Monday, December 16, 2019


Dear Great Book Guru, All over Sea Cliff there are holiday parties and some of the most fun are cookie swaps, and the oldest and best of these is Elizabeth Weinstein’s. For 29 years, Elizabeth has been hosting her elegant celebration of friendship and sweets. Well, this year I have my cookies baked and ready to go, so I have time for a good book.  Do you have something in the spirit of the holidays? Cookie Swap Connoisseur

Dear Cookie Swap Connoisseur, Ah… a book about the spirit of the holidays? MARLEY by Jon Clinch is about one of history’s most maligned of spirits: Jacob Marley from Charles Dickens’s “A Christmas Carol.” Here we get the back story of Scrooge’s long dead business partner. We meet him as a boy, teenager, and man - at all stages a cruel, deceptive conniver who preys on his schoolmate - the then innocent Scrooge.  As men, they form a business partnership that amasses fortunes many times over.  The British slave trade forms a large part of their business. The young women characters, Fan and Belle from A Christmas Carol, play important roles in the lives of both men. As the two partners become more and more enmeshed in a dark world of greed, deception, forgery, and theft, the hope for redemption seems illusory. Marley’s ghostly return takes on deeper meaning as he tries to share the lessons he has learned.  A chilling and fascinating take on this perennial holiday tale …  a very intriguing read!

Saturday, December 14, 2019


Dear Great Book Guru, My book club meets every month and we are always looking for our next good book. We recently read the 1980’s classic THE HANDMAID’S TALE and some members mentioned there is a sequel. Do you think we would enjoy it?  Sequel Searchers

Dear Sequel Searchers, I just finished Margaret Atwood’s THE TESTAMENTS - the sequel to THE HANDMAID’S TALE – and I found it fascinating.  The novel begins fifteen years after the end of THE HANDMAID’S TALE. The Republic of Gilead maintains its tyrannical control and international politics is in chaos. Canada plays a pivotal role as the former United States of America continues its theocratic repression of women. The story is told from three viewpoints:  Aunt Lydia who might well be a totally unreliable narrator and two first-generation children of the Gilead - Daisy and Agnes. Of the three, Aunt Lydia is the most interesting. An accomplished, highly educated lawyer and judge before the coup, she became part of the new regime. The choices she recounts could be altruistic but there is always doubt as to her true motivations. With the younger girls, we see the effects of this cruel regime, but we also see their irrepressible spirit.  Your book club will have a lively discussion about the ending- is there cause for optimism or…pessimism?  Recommended!   

Monday, December 9, 2019



Dear Great Book Guru, The month of December is filled with a myriad of Sea Cliff holiday events, and I attend them all - but my favorite is the Scrooge Stroll. Fred Stroppel creates a magnificent reimagining of Charles Dickens’s A CHRISTMAS CAROL with costumed characters walking the streets of Sea Cliff. I will have some free time afterwards,  so if you have a good book to recommend, I would be grateful.  Scrooge Stroller

Dear Scrooge Stroller, My book club recently read Edna O’Brien’s GIRL; we found it very compelling and very disturbing.  It is the story of one girl, but Maryam is a composite of many. It opens as men claiming to be soldiers invade the dormitory of a girls’ high school. They pretend to have come to save them but instead capture and enslave them - these are the Boko Haram girls. We follow the brutal history of the young Maryam as she endures horrific torture - physical and mental - at the hands of these religious zealots.  When she finally escapes, her family and community are far from welcoming.  O’Brien who is eighty-eight years-old has been writing about the subjugation of women and girls for over sixty years. Most of her novels have been set In Ireland, but for this latest book she traveled to Nigeria to underscore the universal oppression of women. This is a painful book to read, but very worthwhile. Highly recommended!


Task directions: Please transcribe exactly the lines from the line holding "Describe the element" through the end of the data below, and skip any pictures.

Material provided:
+ + + + +
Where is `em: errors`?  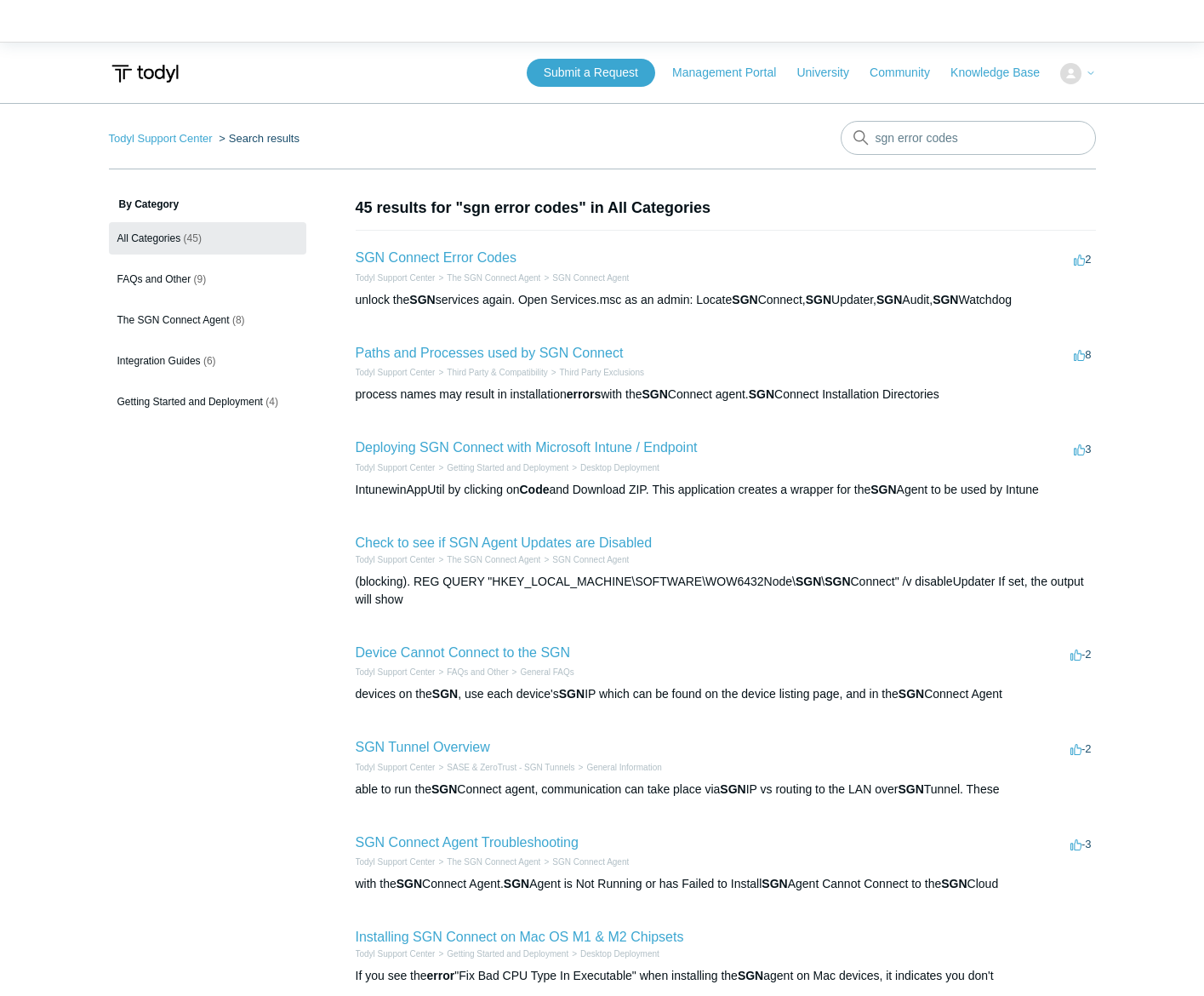 em: errors is located at coordinates (584, 394).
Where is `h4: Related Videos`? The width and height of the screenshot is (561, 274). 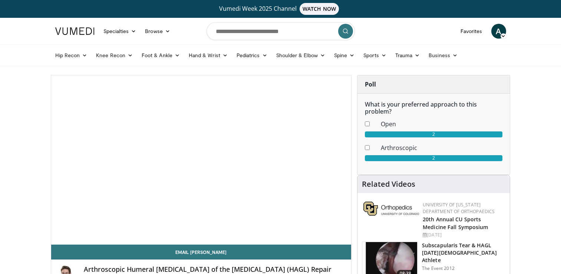 h4: Related Videos is located at coordinates (388, 184).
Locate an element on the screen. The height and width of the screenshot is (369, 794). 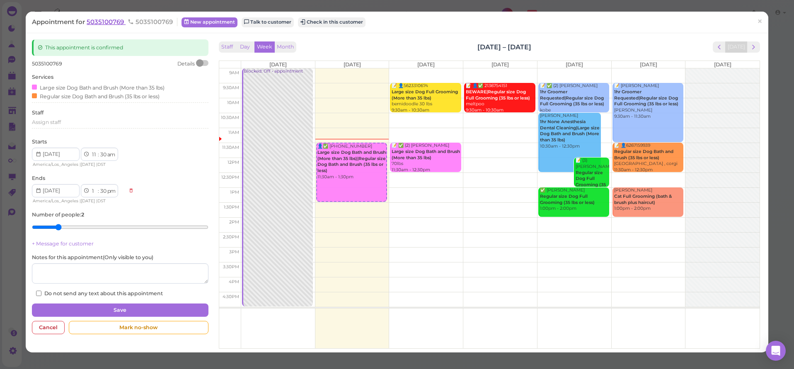
button: Month is located at coordinates (285, 47).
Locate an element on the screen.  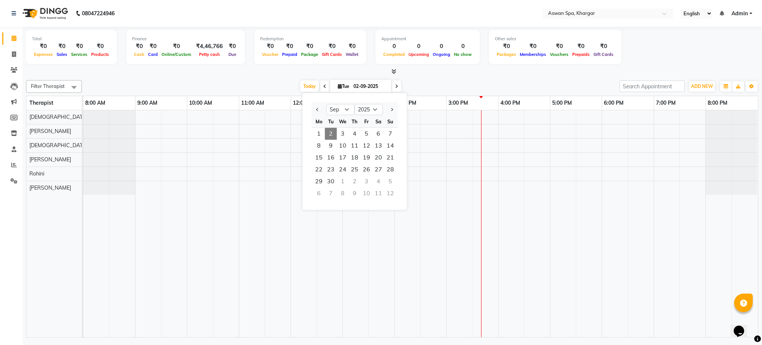
div: Appointment is located at coordinates (428, 39).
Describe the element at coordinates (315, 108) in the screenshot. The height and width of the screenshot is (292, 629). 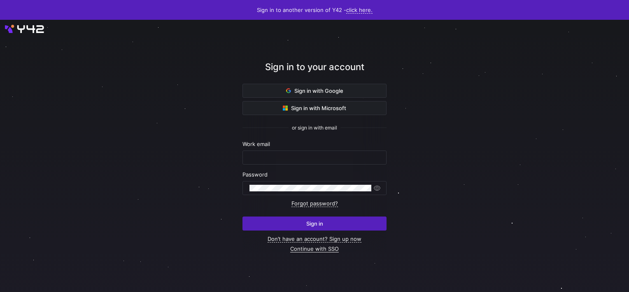
I see `span: Sign in with Microsoft` at that location.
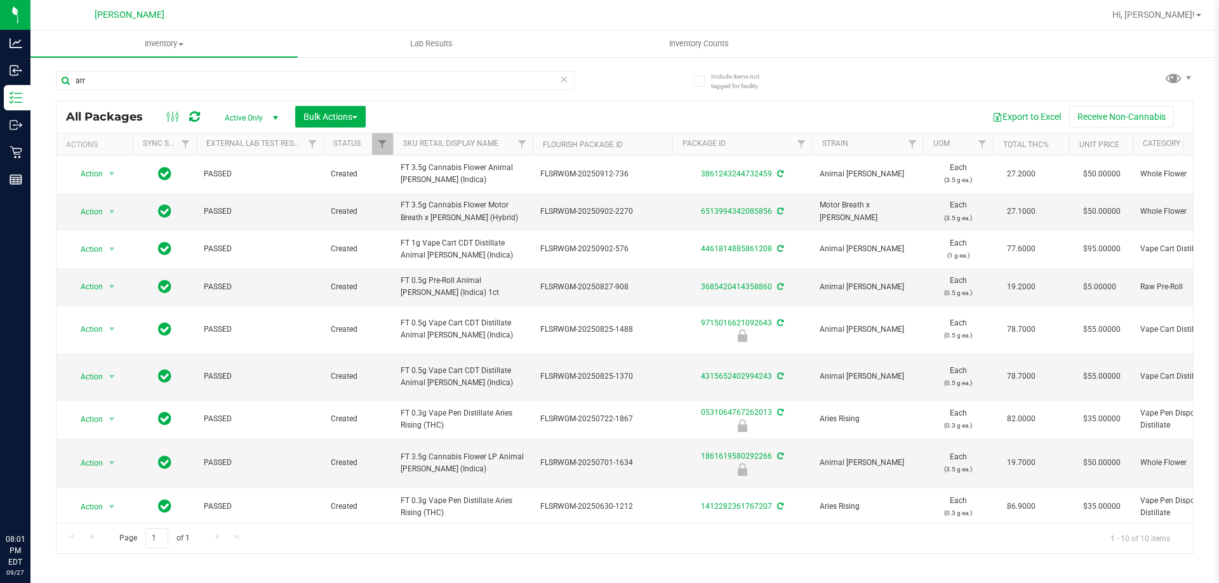  I want to click on a: Status, so click(347, 143).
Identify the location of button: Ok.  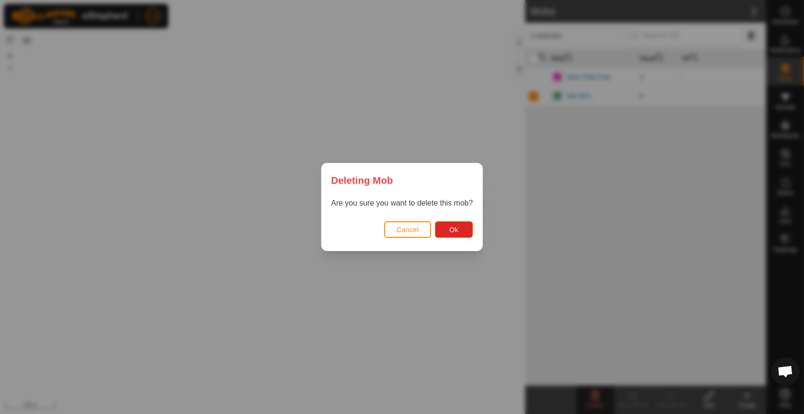
(454, 229).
+ + + + +
Your response:
Describe the element at coordinates (315, 108) in the screenshot. The height and width of the screenshot is (292, 629). 
I see `span: Sign in with Microsoft` at that location.
  I want to click on a: Status, so click(347, 143).
Identify the location of button: Ok.  
(454, 229).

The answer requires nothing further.